March 14, 2018

Martha Jones on Birthright Citizens

In this video, Professor Martha Jones of the University of Michigan discusses her book Birthright Citizens: A History of Race and Rights in Antebellum America (Cambridge University Press, Summer 2018). The video, courtesy of Michigan Law, provides an overview of the forthcoming book and its implications for thinking about citizenship in America. An edited transcription follows.

 

I’m finishing a book called Birthright Citizens, which is a look at race and citizenship in a somewhat unexplored period. That is, the period before the U.S. Civil War; the period before the amendment of the Constitution, with the 14th Amendment providing birthright citizenship for the first time in the United States. My case study is three African Americans, former slaves, and their descendants. All with a mind toward understanding how, as a nation, we grapple with people who occupy this in-between status–neither slaves, nor fully free citizens. How, in law, do we regard those people? Most often that story is told through a somewhat notorious US Supreme Court case called Dread Scott vs. Sandford, in which the court, through Roger Taney, declaims that no black person can be a citizen of the United States. It turns out that, while Taney was quite sure about his ideas, he really was just one volley in what was an extended debate about race and citizenship before the Civil War.

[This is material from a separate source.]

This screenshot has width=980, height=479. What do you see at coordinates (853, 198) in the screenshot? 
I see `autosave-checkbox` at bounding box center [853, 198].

So, for me, the story begins in the eighteen-twenties with three African American activists themselves, who–through local courthouses, high court arguments, legislatures, and political conventions–again and again make the argument that they are citizens of the United States. Again and again, they make the argument that by virtue of birthright, military service, and their contributions to the economic prosperity of the nation, they should be citizens.

It’s an important chapter in part because it tells a new version of the Fourteenth Amendment, which was not merely a creature of the U.S. Senate, but actually came out of the activism of free African Americans themselves.